Vector Fields: Arrows Everywhere
A scalar field gives you a number at every point. A vector field gives you an arrow — a direction and a magnitude — at every point.
Examples
- Wind: At every point in the atmosphere, the wind has a speed and a direction. That’s a vector field.
- Ocean currents: At every point in the ocean, water flows in some direction at some speed.
- Gravity: At every point near the Earth, there’s a gravitational pull pointing downward with a specific strength.
- Electric fields: At every point around a charged particle, there’s a force that would push or pull another charge.
In each case: pick a point → get an arrow.
Each arrow shows the field’s direction and strength at that point. Longer arrows = stronger field.
Mathematical notation
A 2D vector field is a function $\mathbf{F}(x, y)$ that returns a vector at each point:
$$\mathbf{F}(x, y) = \begin{pmatrix} F_x(x, y) \\ F_y(x, y) \end{pmatrix}$$
The two components $F_x$ and $F_y$ give the arrow’s horizontal and vertical parts.
For example, the vortex field $\mathbf{F}(x, y) = (-y, x)$ points perpendicular to the line from the origin — everything swirls.
Two key questions
Once you have a vector field, two natural questions arise:
- Does the field have sources or sinks? Is stuff being created or destroyed anywhere? This leads to divergence.
- Does the field rotate? Is there swirling motion? This leads to curl.
These two operations — divergence and curl — are the mathematical heart of Maxwell’s equations.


• _WHAT THIS TASK INVOLVES_
Within the entries below, the lines from the one with "Identify the location of img: facebook.svg." through the one with "The width and height of the screenshot is (792, 415)." are to be set down exactly, both ends kept.
++++
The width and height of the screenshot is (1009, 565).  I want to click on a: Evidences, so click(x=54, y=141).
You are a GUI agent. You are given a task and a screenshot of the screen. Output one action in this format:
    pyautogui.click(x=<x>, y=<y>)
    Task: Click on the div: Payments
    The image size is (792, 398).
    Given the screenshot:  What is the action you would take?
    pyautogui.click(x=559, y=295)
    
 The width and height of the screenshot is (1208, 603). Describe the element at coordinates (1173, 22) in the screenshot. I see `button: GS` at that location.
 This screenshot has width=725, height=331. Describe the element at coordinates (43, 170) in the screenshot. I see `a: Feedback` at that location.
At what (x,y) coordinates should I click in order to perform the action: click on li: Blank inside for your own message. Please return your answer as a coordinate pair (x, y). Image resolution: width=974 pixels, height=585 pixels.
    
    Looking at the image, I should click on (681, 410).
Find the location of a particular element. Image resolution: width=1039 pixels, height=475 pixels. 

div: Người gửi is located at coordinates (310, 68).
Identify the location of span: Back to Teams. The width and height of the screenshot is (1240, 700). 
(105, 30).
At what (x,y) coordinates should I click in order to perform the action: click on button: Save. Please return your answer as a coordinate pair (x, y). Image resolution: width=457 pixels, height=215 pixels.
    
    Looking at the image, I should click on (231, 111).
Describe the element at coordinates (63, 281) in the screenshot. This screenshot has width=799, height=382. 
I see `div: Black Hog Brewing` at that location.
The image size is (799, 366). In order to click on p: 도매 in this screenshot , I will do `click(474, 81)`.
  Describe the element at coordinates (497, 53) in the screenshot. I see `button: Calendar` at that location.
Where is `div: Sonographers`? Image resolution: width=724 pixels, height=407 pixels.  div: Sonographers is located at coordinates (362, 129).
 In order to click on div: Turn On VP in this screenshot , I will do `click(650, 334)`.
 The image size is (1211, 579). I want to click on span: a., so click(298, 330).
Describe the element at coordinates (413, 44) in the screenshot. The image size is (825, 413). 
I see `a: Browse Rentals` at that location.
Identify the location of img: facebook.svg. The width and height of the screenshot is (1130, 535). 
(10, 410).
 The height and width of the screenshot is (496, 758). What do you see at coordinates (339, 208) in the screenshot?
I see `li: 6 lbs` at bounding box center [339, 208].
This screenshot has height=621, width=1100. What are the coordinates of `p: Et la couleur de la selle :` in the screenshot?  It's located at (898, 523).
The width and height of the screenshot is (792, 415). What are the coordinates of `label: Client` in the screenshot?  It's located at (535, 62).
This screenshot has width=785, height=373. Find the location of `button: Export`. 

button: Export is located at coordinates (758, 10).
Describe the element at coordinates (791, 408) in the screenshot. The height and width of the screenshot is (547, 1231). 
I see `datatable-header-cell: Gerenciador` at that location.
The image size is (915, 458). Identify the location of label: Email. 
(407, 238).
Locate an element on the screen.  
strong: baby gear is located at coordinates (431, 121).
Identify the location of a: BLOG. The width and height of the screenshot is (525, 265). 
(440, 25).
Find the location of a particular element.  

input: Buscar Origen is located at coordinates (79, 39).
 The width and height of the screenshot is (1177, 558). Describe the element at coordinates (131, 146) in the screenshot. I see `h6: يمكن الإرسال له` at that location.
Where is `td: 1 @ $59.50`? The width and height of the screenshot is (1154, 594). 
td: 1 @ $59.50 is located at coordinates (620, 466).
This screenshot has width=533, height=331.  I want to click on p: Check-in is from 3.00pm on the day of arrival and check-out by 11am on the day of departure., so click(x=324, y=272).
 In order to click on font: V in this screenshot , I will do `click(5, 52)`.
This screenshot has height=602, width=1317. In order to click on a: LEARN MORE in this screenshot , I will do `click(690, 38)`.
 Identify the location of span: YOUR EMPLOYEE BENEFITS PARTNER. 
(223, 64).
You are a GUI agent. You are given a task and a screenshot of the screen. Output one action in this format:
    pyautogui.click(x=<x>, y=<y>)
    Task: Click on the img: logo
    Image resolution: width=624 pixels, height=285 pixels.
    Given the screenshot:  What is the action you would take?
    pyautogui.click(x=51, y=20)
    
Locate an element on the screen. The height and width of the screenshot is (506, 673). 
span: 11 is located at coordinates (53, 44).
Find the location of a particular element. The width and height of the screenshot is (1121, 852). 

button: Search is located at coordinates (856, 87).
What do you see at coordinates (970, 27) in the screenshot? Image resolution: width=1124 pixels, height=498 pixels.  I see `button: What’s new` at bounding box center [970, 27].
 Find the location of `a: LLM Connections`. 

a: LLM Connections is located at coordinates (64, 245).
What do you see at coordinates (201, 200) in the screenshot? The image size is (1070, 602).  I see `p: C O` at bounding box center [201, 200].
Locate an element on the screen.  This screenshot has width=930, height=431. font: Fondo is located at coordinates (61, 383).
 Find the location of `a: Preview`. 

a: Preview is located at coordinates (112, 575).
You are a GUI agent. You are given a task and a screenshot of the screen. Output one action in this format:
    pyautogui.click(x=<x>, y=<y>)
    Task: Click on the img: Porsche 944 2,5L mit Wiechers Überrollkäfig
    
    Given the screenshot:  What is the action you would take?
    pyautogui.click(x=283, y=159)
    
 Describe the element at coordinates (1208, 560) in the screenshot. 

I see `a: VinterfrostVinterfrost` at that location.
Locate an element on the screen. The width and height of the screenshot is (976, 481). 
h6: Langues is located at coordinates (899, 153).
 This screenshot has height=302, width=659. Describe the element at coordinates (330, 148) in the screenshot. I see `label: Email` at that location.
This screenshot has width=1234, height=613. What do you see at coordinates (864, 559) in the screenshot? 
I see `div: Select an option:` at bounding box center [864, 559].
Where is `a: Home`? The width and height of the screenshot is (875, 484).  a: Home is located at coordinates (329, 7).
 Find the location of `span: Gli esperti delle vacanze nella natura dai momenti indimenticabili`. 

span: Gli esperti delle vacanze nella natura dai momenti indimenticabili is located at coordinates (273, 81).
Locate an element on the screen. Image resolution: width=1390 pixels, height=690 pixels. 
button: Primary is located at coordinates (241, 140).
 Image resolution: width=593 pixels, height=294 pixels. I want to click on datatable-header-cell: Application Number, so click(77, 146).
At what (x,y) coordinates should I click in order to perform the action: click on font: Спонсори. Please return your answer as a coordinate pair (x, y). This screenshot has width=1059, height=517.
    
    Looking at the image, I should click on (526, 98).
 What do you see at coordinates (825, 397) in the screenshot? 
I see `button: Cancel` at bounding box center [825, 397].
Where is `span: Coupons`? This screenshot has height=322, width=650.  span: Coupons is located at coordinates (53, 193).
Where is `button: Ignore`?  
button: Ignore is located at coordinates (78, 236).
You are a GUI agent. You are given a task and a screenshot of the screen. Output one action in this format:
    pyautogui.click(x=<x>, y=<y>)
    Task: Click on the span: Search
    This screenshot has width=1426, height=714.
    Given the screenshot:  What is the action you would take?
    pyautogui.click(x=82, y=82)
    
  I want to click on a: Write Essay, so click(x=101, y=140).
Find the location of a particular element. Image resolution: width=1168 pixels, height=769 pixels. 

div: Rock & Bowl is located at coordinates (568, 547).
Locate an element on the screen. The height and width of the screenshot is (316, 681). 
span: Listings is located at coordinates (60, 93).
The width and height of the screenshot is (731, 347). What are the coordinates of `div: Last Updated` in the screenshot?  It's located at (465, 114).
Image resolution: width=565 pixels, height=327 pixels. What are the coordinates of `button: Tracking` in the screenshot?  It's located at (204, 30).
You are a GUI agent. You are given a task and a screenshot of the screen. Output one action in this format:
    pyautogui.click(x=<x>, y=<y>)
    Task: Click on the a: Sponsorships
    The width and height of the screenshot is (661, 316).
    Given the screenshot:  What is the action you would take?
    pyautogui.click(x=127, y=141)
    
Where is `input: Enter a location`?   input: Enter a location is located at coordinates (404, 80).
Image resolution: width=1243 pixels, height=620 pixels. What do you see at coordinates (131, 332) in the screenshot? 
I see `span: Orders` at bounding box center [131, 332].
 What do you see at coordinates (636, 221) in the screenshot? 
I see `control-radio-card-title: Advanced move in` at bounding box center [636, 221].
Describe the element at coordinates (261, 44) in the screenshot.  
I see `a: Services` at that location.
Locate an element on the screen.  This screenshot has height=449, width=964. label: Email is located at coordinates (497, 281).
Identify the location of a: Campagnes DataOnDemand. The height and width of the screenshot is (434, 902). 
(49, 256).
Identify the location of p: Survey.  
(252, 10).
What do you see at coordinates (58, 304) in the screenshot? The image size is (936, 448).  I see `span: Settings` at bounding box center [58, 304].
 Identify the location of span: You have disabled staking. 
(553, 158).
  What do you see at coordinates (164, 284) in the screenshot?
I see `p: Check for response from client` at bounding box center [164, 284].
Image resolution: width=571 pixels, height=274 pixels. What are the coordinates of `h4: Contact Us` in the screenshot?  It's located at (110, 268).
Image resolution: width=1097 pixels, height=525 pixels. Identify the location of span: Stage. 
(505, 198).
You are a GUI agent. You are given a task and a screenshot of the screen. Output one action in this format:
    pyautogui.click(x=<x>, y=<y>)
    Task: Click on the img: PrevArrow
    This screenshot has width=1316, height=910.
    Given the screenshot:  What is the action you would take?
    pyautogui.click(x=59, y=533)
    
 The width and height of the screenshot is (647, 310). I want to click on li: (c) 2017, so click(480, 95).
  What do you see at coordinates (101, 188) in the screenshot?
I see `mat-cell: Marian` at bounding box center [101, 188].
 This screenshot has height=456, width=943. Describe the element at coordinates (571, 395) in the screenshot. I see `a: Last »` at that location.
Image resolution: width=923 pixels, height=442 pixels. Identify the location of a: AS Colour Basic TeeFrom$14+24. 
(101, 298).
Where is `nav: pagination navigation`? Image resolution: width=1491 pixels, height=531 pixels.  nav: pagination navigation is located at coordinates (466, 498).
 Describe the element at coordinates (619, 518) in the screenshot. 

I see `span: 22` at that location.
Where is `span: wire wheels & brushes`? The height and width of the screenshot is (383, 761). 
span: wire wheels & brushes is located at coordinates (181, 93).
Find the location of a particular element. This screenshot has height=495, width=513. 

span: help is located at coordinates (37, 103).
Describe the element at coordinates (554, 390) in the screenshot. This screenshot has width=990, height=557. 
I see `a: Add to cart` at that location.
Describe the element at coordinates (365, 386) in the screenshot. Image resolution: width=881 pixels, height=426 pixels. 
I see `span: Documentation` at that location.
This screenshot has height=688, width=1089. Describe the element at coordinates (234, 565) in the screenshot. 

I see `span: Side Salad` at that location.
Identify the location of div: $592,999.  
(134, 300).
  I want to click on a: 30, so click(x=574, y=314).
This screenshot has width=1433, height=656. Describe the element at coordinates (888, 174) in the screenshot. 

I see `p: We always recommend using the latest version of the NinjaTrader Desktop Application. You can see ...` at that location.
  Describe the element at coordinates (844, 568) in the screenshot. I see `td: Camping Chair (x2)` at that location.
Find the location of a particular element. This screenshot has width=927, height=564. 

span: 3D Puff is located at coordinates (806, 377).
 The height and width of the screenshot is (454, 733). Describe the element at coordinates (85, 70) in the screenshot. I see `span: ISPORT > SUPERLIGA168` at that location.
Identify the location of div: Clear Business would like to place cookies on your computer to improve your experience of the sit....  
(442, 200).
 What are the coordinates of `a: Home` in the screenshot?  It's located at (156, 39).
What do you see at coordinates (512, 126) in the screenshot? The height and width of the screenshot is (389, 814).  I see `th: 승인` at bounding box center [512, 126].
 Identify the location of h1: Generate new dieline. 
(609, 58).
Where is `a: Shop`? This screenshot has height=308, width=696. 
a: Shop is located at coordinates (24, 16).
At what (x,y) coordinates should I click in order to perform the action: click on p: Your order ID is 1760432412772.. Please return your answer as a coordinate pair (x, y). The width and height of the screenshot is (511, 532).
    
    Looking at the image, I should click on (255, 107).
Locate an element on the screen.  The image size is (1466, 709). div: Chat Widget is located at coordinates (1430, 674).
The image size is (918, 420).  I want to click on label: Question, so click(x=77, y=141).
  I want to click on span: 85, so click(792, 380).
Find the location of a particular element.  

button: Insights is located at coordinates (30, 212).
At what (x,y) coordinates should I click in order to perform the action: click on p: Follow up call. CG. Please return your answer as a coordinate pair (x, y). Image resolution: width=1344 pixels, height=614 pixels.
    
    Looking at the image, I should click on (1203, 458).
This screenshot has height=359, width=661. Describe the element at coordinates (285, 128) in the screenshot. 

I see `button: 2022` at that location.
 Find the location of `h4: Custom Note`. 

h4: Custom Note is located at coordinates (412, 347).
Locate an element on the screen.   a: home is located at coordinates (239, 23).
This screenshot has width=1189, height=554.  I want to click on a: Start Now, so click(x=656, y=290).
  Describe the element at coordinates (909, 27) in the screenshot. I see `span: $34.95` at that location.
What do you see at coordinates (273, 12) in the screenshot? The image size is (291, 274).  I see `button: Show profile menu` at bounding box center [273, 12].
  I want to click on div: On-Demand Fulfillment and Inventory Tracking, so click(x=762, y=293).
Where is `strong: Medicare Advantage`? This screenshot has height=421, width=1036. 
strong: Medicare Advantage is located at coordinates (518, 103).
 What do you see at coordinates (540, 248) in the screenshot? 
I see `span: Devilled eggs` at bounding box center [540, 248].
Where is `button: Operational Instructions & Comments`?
++++
• _PROBLEM SOLUTION_
Identify the location of img: facebook.svg. The width and height of the screenshot is (1130, 535). 
(10, 410).
 The height and width of the screenshot is (496, 758). What do you see at coordinates (339, 208) in the screenshot?
I see `li: 6 lbs` at bounding box center [339, 208].
This screenshot has height=621, width=1100. What are the coordinates of `p: Et la couleur de la selle :` in the screenshot?  It's located at (898, 523).
The width and height of the screenshot is (792, 415). What are the coordinates of `label: Client` in the screenshot?  It's located at (535, 62).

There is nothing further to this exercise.